The solar energy absorbed by Earth’s surface is more than the energy radiated back to space. That radiation imbalance—predominantly attributable to anthropogenic fossil-fuel emissions—has heated Earth’s surface at an average rate of about 0.5 W/m2 over the past 50 years.
The level of warming is higher than any the planet has experienced since humans first evolved and walked Earth. To better understand the range of possible climate variations, researchers study the geologic past using measurements from ice cores, sediment records, and the like. (For example, see the article by Toby Ault and Scott St. George, Physics Today, August 2018, page 44.)
Marine sediment records include the shells of microsized foraminifera. They live at or near the ocean bottom, and to paleoclimate researchers, they’re good indicators of climate conditions. Foraminiferal, or foram, δ18O is the relative amount of the trace isotope oxygen-18 in the organisms’ shells. That geochemical signal primarily depends on the temperature of the ocean—which affects foraminifer biochemistry—and seawater δ18O, which changes based on the volume of Earth’s ice sheets and glaciers.

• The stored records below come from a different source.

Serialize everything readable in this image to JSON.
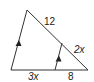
{
  "diagram": {
    "type": "triangle-with-parallel-segment",
    "colors": {
      "stroke": "#333333",
      "text": "#222222",
      "background": "#ffffff"
    },
    "labels": {
      "upper_left_side": "12",
      "upper_right_side_lower": "2x",
      "base_left": "3x",
      "base_right": "8"
    },
    "parallel_markers": [
      "arrow-left-side",
      "arrow-inner-segment"
    ]
  }
}
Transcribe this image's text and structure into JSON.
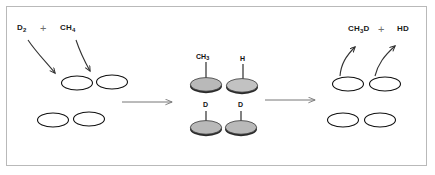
{
  "figure": {
    "background_color": "#ffffff",
    "frame_color": "#b9b9b9"
  },
  "reactants": {
    "species_1": "D",
    "species_1_sub": "2",
    "plus": "+",
    "species_2": "CH",
    "species_2_sub": "4"
  },
  "products": {
    "species_1": "CH",
    "species_1_sub": "3",
    "species_1_tail": "D",
    "plus": "+",
    "species_2": "HD"
  },
  "adsorbates": {
    "top_left": "CH",
    "top_left_sub": "3",
    "top_right": "H",
    "bottom_left": "D",
    "bottom_right": "D"
  },
  "colors": {
    "outline": "#111111",
    "surface_fill": "#ffffff",
    "occupied_fill": "#b5b5b5",
    "occupied_rim": "#2a2a2a",
    "arrow": "#777777",
    "curved_arrow": "#333333",
    "text": "#111111",
    "plus_sign": "#6e6e6e"
  },
  "stages": [
    {
      "name": "reactants-surface",
      "sites_top": 2,
      "sites_bottom": 2,
      "occupied": false
    },
    {
      "name": "adsorbed-intermediate",
      "sites_top": 2,
      "sites_bottom": 2,
      "occupied": true
    },
    {
      "name": "products-surface",
      "sites_top": 2,
      "sites_bottom": 2,
      "occupied": false
    }
  ],
  "arrows": {
    "reaction_arrow_1": "right-arrow",
    "reaction_arrow_2": "right-arrow",
    "inbound_1": "curved-down-arrow",
    "inbound_2": "curved-down-arrow",
    "outbound_1": "curved-up-arrow",
    "outbound_2": "curved-up-arrow"
  }
}
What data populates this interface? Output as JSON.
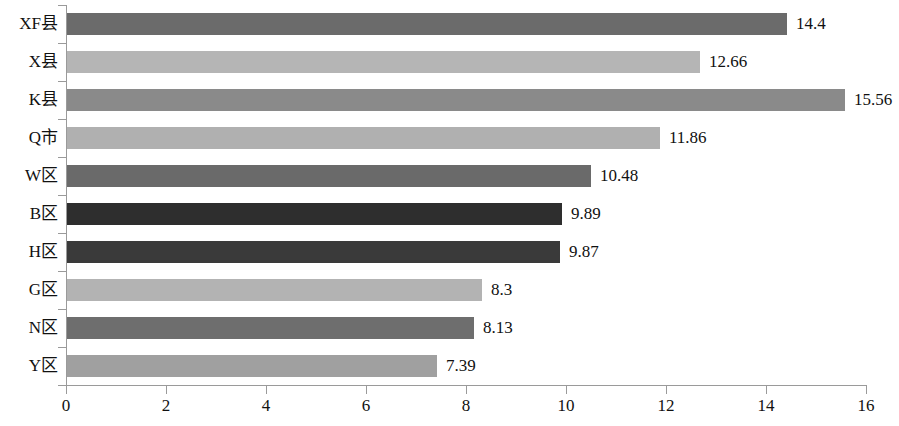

Now Princeton University's Sarah Shackleton and colleagues have combed through global foraminiferal δ18O records and found that those data have a new use. Although the ocean temperature and ice-volume signals are distinct, when combined together they reconstruct the energy imbalance at the top of the atmosphere.
When more energy comes into the Earth system than goes out, it has to go somewhere—into the ocean, ice sheets, the atmosphere, and other places. The crucial insight that Shackleton and her colleagues made is that melting ice and rising ocean temperatures have nearly the exact same effect on foram δ18O. That is, when they modeled foram δ18O as a function solely of one variable or the other, the energy changes associated with each were, by pure coincidence, quite similar.
Thanks to that similarity, Shackleton and colleagues inferred the energy imbalance directly from foram δ18O without needing to do the difficult task of deconstructing the isotope measurement into its constituent parts. The researchers confirmed their finding by comparing the energy imbalance calculated from foram δ18O of the past 25 000 years with energy imbalance predicted in previously published results.
The isotope measurements extended the estimate of Earth’s energy imbalance (thick gray line) even farther back in time, for the past 150 000 years (shown below). The periods of positive (red) and negative (blue) energy changes are associated with rising and falling global sea level (orange line) and Heinrich events (vertical gray shading)—periods when icebergs have been documented to break off ice sheets into the ocean.

The new record of energy imbalance also tracks strongly over time with another well-studied climate variable: the amount of sunlight Earth receives during the summer at 65 °N (blue line). Previous research has linked reductions of sunlight at that latitude to the onset of global-scale ice ages, and increased sunlight there triggers deglaciation. (For more on orbitally driven ice ages, see the article by Mark Maslin, Physics Today, May 2020, page 48, and Physics Today, September 2016, page 13.)
With their newly documented approach to measuring Earth’s energy imbalance, Shackleton and colleagues plan to better study millennial-scale perturbations of the climate system and the associated feedback mechanisms. (S. Shackleton et al., Nat. Geosci. 16, 797, 2023.)